Exponential View

Exponential View

🔥 We checked. Again. Still no bubble.

A customer-led boom with a few fraying edges.

Azeem Azhar and Nathan Warren
Jun 01, 2026
∙ Paid

The verdict hasn’t changed. This is an AI boom, not a bubble. What has changed is the sheer scale.

Since we first ran this analysis in September last year, a lot has changed. Some 170 AI models have been released. The best now handle tasks four times as long as last year’s top performer. Usage has responded; quarterly token consumption has tripled.

The money has followed. The NASDAQ is up 20%; quarterly capex commitments have jumped 43% to $158 billion; and AI sector revenues have nearly doubled to $25 billion in Q1 of this year.

We’ve reviewed the data against our five empirical indicators, derived from analyzing 300 years of investment booms and busts. In our model, two indicators turning red indicate bubble conditions. Only one of these indicators is in the red; the rest range from green to amber.

Here is what these biomarkers show—and what it would take to change our minds.

Economic strain

For economic strain, we look at the total capex into AI, which is predominantly in building out the data centers and power connectors, the chips and cooling, and other things that go in them. Here, we consider the US portion of that divided by US GDP.

Capex has risen dramatically since September 2025, from $110 billion to $157.7 billion per quarter. Neoclouds are now contributing meaningfully to this number, with their share of total capex rising from 12% to 18%.

This rise in capex has led to economic strain exceeding 1% of US GDP, marking the first time it has entered the amber zone. AI capex now matches the scale of the late-1990s telecom build-out at its peak. Goldman Sachs estimates that aggregate AI capex will approach $1 trillion dollars in 2027. If we assume about 70% of that is in the US, this would be the indicator into the red zone towards the end of 2027.

An important note on our methodology: we used trailing twelve-month numbers for both Capex and GDP to measure economic strain. When capex rises so quickly, this may attenuate the indicator. On a quarterly basis, it actually doesn’t change the prognosis much. Economic strain remains in the amber, closer to green for this quarter.

Industry Strain

Industry strain assesses whether the industry can afford the investments it’s making. Investments always come ahead of revenue, but speculative build-outs that predate real revenues, as seen in the telecoms and dotcom bubbles, are deeply problematic.

Quarterly revenues have roughly quintupled year on year: OpenAI from $1.7 billion to $6 billion, and Anthropic from $400 million to $4.8 billion. Based on our own bottom-up tracking of deduplicated sector revenue, we now put the figure at $25 billion a quarter, up from $13 billion in September.

One note on that number. Since the first piece, we’ve refined how we calculate sector revenue, moving to a more nuanced value-added approach that reduces double-counting across the cloud, model-lab, and application layers. Our original September figure for Q3 2025 was $25 billion; under the new method, that same quarter comes out at $13 billion.

This keeps industry strain in the red for now. But if revenue growth holds on trend – and capex forecasts don’t revise upward – it should exit the red by the end of the year.

Revenue Momentum

Growing revenues address industry strain. Ultimately, if real customer revenues accelerate fast enough, they will pay for the investments being made. We measure this through doubling time: how long it takes revenue to double.

As a market matures, you’d expect revenue growth to slow, and that was our assumption in both the original September work and the early-2026 update. We forecast a deceleration. That isn’t what happened.

Revenue growth has actually accelerated, particularly by Anthropic at the turn of the year, surprising us, analysts, and even Dario Amodei.

“We tried to plan very well for a world of 10x growth per year. And yet we saw 80x. And so that is the reason we have had difficulties with compute.”

Rather than worsening as we expected, the indicator improved and is now well into the green, with revenue doubling every 0.73 years. Even if revenue growth for the rest of the year drops by 75 percentage points, this indicator would still sit in the green going into 2027.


**EXERCISE GOAL:** Examine the data below and state how many lines contain "name", offering no other words.

**TASK INPUT:**
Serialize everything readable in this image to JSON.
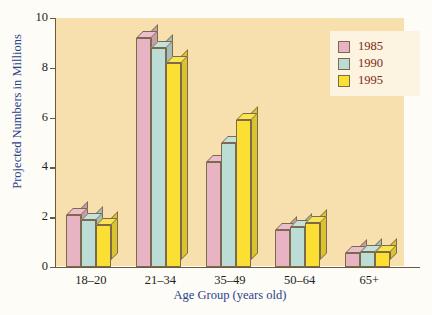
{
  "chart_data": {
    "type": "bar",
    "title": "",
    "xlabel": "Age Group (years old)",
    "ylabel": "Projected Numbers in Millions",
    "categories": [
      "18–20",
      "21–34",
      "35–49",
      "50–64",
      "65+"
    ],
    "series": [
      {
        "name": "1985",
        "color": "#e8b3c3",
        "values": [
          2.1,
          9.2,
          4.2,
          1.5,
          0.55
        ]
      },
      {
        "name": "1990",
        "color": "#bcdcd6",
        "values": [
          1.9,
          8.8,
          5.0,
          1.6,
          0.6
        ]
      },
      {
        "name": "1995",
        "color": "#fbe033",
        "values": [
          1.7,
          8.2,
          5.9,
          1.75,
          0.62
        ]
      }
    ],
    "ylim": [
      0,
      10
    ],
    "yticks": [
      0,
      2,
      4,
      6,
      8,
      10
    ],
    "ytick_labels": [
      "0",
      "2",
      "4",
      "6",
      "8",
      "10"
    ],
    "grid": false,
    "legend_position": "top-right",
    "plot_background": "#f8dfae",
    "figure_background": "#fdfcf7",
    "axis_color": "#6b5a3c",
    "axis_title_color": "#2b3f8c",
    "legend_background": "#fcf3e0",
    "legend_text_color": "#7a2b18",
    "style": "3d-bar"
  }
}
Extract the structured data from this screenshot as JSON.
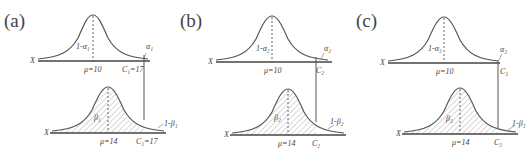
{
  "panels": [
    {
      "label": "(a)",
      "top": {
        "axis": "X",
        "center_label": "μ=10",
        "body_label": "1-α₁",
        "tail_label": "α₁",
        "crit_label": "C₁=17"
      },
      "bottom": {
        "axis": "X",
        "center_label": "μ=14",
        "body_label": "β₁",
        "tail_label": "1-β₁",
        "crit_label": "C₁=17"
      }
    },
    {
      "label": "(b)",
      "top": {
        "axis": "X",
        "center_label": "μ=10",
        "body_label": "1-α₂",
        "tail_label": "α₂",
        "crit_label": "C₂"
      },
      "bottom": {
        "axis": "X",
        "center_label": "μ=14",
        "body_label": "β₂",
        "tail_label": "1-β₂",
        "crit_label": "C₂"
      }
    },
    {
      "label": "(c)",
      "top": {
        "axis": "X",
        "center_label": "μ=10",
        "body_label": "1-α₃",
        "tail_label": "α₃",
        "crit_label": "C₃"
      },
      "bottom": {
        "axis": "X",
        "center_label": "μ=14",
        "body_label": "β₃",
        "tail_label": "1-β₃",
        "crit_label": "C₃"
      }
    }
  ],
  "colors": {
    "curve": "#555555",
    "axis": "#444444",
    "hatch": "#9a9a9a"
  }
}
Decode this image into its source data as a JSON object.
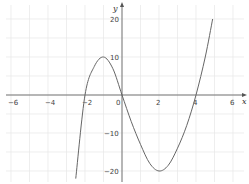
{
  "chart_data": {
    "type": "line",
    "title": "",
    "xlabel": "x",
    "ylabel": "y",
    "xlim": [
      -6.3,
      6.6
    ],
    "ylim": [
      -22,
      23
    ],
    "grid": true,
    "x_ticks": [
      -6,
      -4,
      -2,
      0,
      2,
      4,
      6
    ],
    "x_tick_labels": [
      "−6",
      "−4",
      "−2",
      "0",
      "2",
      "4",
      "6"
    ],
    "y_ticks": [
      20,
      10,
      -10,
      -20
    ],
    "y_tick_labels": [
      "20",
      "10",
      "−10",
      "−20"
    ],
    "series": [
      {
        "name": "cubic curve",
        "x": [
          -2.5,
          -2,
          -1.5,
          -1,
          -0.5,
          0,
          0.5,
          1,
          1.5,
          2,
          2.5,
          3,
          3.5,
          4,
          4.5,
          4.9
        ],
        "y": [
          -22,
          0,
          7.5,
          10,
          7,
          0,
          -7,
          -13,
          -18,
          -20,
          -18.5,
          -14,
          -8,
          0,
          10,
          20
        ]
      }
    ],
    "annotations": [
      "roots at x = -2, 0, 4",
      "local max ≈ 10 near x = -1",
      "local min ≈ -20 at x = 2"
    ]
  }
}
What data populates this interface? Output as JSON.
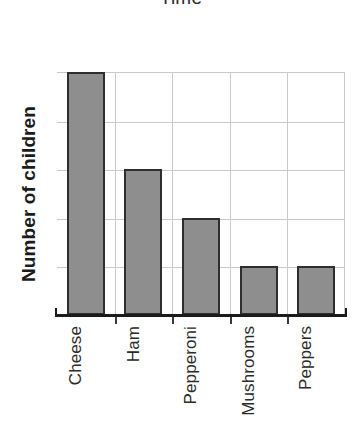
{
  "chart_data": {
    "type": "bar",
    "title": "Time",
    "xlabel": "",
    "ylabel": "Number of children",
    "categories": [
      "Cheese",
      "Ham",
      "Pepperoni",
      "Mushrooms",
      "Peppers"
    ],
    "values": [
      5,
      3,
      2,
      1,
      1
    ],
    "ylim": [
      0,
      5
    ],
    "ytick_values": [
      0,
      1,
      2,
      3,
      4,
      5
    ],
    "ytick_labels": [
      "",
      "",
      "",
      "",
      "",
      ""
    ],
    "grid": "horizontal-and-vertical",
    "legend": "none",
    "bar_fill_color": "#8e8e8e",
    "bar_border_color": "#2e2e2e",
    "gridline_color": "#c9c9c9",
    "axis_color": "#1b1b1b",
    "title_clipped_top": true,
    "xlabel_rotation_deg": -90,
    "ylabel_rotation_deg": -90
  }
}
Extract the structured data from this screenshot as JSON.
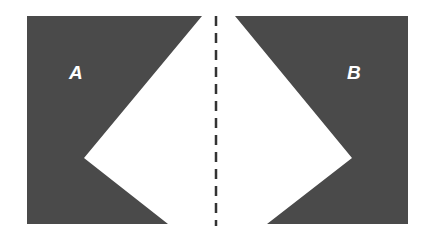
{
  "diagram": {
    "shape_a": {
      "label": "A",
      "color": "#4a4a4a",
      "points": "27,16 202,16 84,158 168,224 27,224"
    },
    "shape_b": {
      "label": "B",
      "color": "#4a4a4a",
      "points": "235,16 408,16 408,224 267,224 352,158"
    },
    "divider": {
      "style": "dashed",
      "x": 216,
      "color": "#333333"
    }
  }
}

**EXERCISE RESPONSE:** 4